Clinician Scientist Training Program (T32)

This Clinician Scientist Training Program T32 award in Emergency Medicine is the first of its kind for the Mount Sinai Health System and the first of its kind in the history of NIH/NHLBI. The National Institutes of Health funds these T32 Institutional Training Programs to ensure that a diverse and highly trained workforce is available to assume leadership roles related to biomedical, behavioral, and clinical research agendas and are issued to eligible institutions to support research training for groups of pre-and/or postdoctoral fellows. Lynne Richardson, MD, leads our program.

The Fellowship includes individual and collaborative research activities with graduated levels of independence focused on emergency care of acute cardiac, pulmonary, hematologic, and traumatic disorders. Regardless of their specific area of research interest, all T32 Fellows will obtain direct experience with a variety of methods, study designs, and analytical tools used in clinical, translational, and health services research.

Fifteen accomplished clinical researchers and 17 health services investigators from across the institution will serve as research mentors, methodological experts, and collaborators. These include faculty from the Departments/Divisions of Emergency Medicine, Cardiology, Pulmonary Critical Care, Hematology, Internal Medicine, Pediatrics, Preventive Medicine, Medical Education, Blood and Vascular Biology, Population Health Science and Policy, Geriatrics and Palliative Medicine, and Biomedical Informatics. Each fellow will have an Academic Mentor and one or more Research Mentors.

Formal didactic instruction in research methods, study design, data collection and management, biostatistics, research ethics, outcomes research, comparative effectiveness research, health and healthcare disparities, and community engagement will provide the necessary skills and knowledge to launch a clinical or health services research-intensive career. All Fellows will obtain a Master of Science in Clinical Research during the program, as well as complete the program-specific curriculum on emergency care research.

Career and Leadership Development Activities

Each fellow will be exposed to a broad range of scientific areas, important policy issues, and successful investigators from a variety of disciplines. The fellowship provides instruction on specific skills such as grant writing, project management, budget preparation, running effective meetings, presentation skills, and writing for the scientific literature as well as seminars on topics for personal and professional development such as academic promotion, time management, cultural competence, conflict management, wellness, and work-life balance.

Research is a collaborative activity most effectively practiced by multi-disciplinary groups in an atmosphere that promotes scholarly inquiry and mutual respect. Our Fellows will be trained in this type of environment and taught to create it in their own research groups.

Eligibility

Eligibility requirements include:

  • Early career physicians or other clinicians who are committed to a career in emergency care research and who are U.S. citizens or permanent residents.
  • Physician applicants who have a doctoral degree in medicine must meet one of the following criteria prior to entering the program:
    • Completion of an ACGME- accredited emergency medicine residency (Note: the program may be done concurrently with a fellowship in ultrasound, simulation, informatics or global health at one of the Mount Sinai Health System sites). 
    • At least three categorical years of an ACGME-accredited general surgery residency.
    • Enrolled in an ACGME accredited cardiology, pulmonary, critical care, hematology or pediatric emergency medicine fellowship.
  • Other clinical disciplines (e.g. doctoral level emergency care nurses, physician assistants, social worker, paramedics, or pharmacists (PhD, DNP, DSW, etc.) are eligible if they have a demonstrated interest in emergency research.
  • Individuals who have been funded as Principal Investigator for an NIH R-series, P-series, or K-series award are not eligible.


• EXERCISE DETAILS:
List each line of the data in which the string "button" appears.
Segment Open
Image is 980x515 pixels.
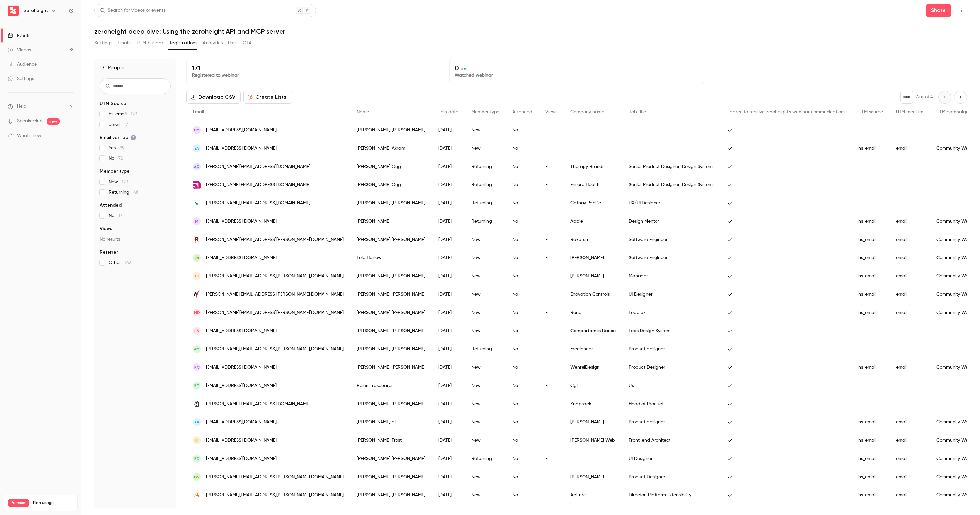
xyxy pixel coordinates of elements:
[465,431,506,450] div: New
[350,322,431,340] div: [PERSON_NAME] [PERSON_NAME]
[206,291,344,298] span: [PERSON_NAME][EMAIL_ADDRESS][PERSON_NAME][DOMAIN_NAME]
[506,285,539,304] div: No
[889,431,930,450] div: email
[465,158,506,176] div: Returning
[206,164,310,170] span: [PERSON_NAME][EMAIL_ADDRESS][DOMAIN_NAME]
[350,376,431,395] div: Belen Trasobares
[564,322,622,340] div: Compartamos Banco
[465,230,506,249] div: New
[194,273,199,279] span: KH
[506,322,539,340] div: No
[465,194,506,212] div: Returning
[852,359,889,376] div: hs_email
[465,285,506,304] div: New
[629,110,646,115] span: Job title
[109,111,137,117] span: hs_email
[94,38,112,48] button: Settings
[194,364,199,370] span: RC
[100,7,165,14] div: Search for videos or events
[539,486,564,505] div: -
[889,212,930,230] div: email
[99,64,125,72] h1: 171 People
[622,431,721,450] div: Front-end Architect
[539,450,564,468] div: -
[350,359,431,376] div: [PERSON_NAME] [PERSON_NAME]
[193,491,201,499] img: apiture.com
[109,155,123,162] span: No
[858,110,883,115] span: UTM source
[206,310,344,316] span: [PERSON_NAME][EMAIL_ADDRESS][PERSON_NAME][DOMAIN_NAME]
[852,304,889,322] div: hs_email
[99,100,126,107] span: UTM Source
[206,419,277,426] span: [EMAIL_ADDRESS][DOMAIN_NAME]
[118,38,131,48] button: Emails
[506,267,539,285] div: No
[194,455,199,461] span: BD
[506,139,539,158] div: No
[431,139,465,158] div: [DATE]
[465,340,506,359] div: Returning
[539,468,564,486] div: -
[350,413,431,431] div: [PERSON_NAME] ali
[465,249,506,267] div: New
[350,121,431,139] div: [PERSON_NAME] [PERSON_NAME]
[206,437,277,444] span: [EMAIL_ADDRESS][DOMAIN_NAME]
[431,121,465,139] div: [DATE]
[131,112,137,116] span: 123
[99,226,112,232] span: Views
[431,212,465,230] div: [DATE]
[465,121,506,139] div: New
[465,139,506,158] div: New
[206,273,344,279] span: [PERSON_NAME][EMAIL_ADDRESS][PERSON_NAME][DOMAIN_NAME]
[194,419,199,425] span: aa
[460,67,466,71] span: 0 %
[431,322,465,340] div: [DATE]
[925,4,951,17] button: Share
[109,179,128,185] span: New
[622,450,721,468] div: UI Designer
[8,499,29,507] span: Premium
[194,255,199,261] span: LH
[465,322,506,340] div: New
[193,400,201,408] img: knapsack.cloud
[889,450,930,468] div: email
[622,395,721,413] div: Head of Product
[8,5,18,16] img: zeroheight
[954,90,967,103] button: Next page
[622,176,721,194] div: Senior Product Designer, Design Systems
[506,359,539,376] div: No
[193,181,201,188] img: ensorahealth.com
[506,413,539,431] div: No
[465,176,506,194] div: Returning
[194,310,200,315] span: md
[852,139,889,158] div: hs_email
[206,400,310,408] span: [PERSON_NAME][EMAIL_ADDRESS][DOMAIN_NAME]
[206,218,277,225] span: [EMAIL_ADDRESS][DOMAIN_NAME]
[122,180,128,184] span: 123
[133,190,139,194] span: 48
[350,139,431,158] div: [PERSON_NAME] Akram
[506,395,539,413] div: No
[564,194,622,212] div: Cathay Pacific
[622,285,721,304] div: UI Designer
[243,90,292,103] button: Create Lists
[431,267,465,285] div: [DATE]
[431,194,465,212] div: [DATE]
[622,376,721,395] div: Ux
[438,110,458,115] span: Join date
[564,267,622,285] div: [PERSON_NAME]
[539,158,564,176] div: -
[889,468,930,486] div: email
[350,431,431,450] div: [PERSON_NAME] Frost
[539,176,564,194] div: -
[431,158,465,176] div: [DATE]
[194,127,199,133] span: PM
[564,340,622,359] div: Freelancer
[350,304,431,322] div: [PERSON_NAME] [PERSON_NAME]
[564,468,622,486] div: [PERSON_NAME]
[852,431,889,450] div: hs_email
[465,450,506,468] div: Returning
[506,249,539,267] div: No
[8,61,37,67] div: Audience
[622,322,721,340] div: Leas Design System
Segment Closed
• EXERCISE RESPONSE:
[94,38,112,48] button: Settings
[118,38,131,48] button: Emails
[925,4,951,17] button: Share
[954,90,967,103] button: Next page
[243,90,292,103] button: Create Lists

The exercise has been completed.